Stuffed

Photo: Ryan McVay/Getty Images

Everyone’s talking about rats taking over New York’s restaurants, but what of feral cats, wild boars, moose, billy goats, sinister-looking geese, Siberian roe deer, and wapiti? Freemans started this taxidermy craze a few years ago, when it introduced diners to the pleasures of eating hot artichoke dip and Stilton-stuffed prunes under the intense gaze of variously murdered birds and beasts. Now it seems that mounting a ruminant mammal head, real or representational, on the dining-room wall (Northeast Kingdom, Porchetta, Alonso’s, Aspen) or at least hanging a nice pair of antlers over the door for good luck (Cafe Cluny) has become as de rigueur as setting the table with Chilewich place mats. (Note to restaurateurs: Decorating your restaurant as if it were a medieval hunting lodge or pet cemetery does not ensure a favorable review from the Times, if the recent horse-whippings their critics administered to BLT Burger, Freemans, and the now-defunct Lonesome Dove are any indication.) To test your restaurant-décor acumen, see if you can match the critters and cud-chewers with their respective restaurants; helpful clues and answers provided below.

Photo: Courtesy of Freemans

1. Cuisine: “Early American midwestern.”
Beast: White-tailed deer.
Likelihood that one of the owners shot it himself: Low, but in the realm of possibility.
Zoomates: A Who’s Who of the animal kingdom including various birds, a ram, a goose, a boar, and an entire wall of what look like jackalope horns.

Photo: Jeremy Liebman

2. Cuisine: Cowboy-mogul.
Beast: American bison.
Can you eat the décor? Yes, so to speak, in the form of bison steaks, burgers, meatloaf, and pot roast.
Likelihood that the owner shot it himself: Low, but, in one of his whimsical moments, not unimaginable.

Photo: Jeremy Liebman

3. Cuisine: Burger joint.
Beast: Texas longhorn.
On the menu: Black Angus burgers, American Wagyu burgers, Japanese Kobe burgers, turkey burgers, lamb burgers, veggie burgers, and salmon burgers.
Likelihood that the celebrity chef- owner flipped yours: Extremely low.

Photo: Jeremy Liebman

4. Cuisine: Tuscan.
Beast: Texas longhorn.
Is that on the menu? No, but the kitchen occasionally offers the rare Tuscan breed of cattle called Chianina.
Likelihood that the chef-owner raised and butchered said Chianina himself: Fairly high.

5. Cuisine: Steakhouse.
Beast: American black bear.
Is that on the menu? No, but there is an after-dinner drink called “the Hooker” (coffee, Kahlúa, Grand Marnier, crème de cacao, whipped cream).
Zoomates: A buffalo, some deer, a moose, a ram, some pheasants, and a peacock.
PETA-member outrage level: Stratospheric.

Answers: 1. Freemans; 2. Ted Turner’s Ted’s Montana Grill; 3. Laurent Tourondel’s BLT Burger; 4. Cesare Casella’s Maremma; 5. Alonso’s Steakhouse.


--- Work item ---
Keyword search on "Turnover": report each line of the records that contains it.

*** Block opens ***

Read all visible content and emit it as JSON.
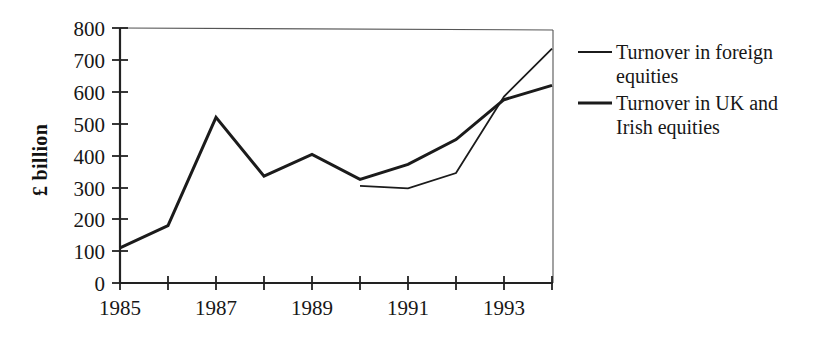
{
  "chart_data": {
    "type": "line",
    "title": "",
    "xlabel": "",
    "ylabel": "£ billion",
    "x": [
      1985,
      1986,
      1987,
      1988,
      1989,
      1990,
      1991,
      1992,
      1993,
      1994
    ],
    "x_tick_labels": [
      "1985",
      "",
      "1987",
      "",
      "1989",
      "",
      "1991",
      "",
      "1993",
      ""
    ],
    "xlim": [
      1985,
      1994
    ],
    "ylim": [
      0,
      800
    ],
    "y_ticks": [
      0,
      100,
      200,
      300,
      400,
      500,
      600,
      700,
      800
    ],
    "y_tick_labels": [
      "0",
      "100",
      "200",
      "300",
      "400",
      "500",
      "600",
      "700",
      "800"
    ],
    "grid": false,
    "legend_position": "right",
    "series": [
      {
        "name": "Turnover in foreign equities",
        "x": [
          1990,
          1991,
          1992,
          1993,
          1994
        ],
        "values": [
          305,
          297,
          345,
          585,
          735
        ],
        "color": "#1b1b1b",
        "line_width": 1.8
      },
      {
        "name": "Turnover in UK and Irish equities",
        "x": [
          1985,
          1986,
          1987,
          1988,
          1989,
          1990,
          1991,
          1992,
          1993,
          1994
        ],
        "values": [
          110,
          180,
          520,
          335,
          403,
          325,
          372,
          450,
          575,
          620
        ],
        "color": "#1b1b1b",
        "line_width": 3.0
      }
    ]
  },
  "axis": {
    "y_label": "£ billion",
    "y_tick_labels": [
      "800",
      "700",
      "600",
      "500",
      "400",
      "300",
      "200",
      "100",
      "0"
    ],
    "x_tick_labels": [
      "1985",
      "1987",
      "1989",
      "1991",
      "1993"
    ]
  },
  "legend": {
    "entries": [
      {
        "label_line1": "Turnover in foreign",
        "label_line2": "equities"
      },
      {
        "label_line1": "Turnover in UK and",
        "label_line2": "Irish equities"
      }
    ]
  },
  "colors": {
    "ink": "#1b1b1b",
    "frame": "#555555",
    "background": "#ffffff"
  }
}
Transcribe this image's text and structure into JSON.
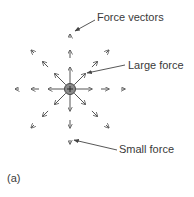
{
  "figure": {
    "panel_label": "(a)",
    "annotations": {
      "force_vectors": "Force vectors",
      "large_force": "Large force",
      "small_force": "Small force"
    },
    "charge": {
      "symbol": "+",
      "fill": "#8a8a8a",
      "stroke": "#444444"
    },
    "colors": {
      "line": "#555555",
      "text": "#3a3a3a"
    },
    "field": {
      "center": [
        70,
        89
      ],
      "directions_deg": [
        0,
        45,
        90,
        135,
        180,
        225,
        270,
        315
      ],
      "rings": [
        {
          "tip_distance": 22,
          "length": 17,
          "size": "large"
        },
        {
          "tip_distance": 39,
          "length": 8,
          "size": "medium"
        },
        {
          "tip_distance": 55,
          "length": 4,
          "size": "small"
        }
      ]
    }
  }
}
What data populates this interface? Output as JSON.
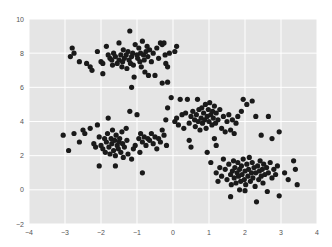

*** Block closes ***

--- Your response ---
        "name": "Turnover in foreign equities",
        "name": "Turnover in UK and Irish equities",
        "label_line1": "Turnover in foreign",
        "label_line1": "Turnover in UK and",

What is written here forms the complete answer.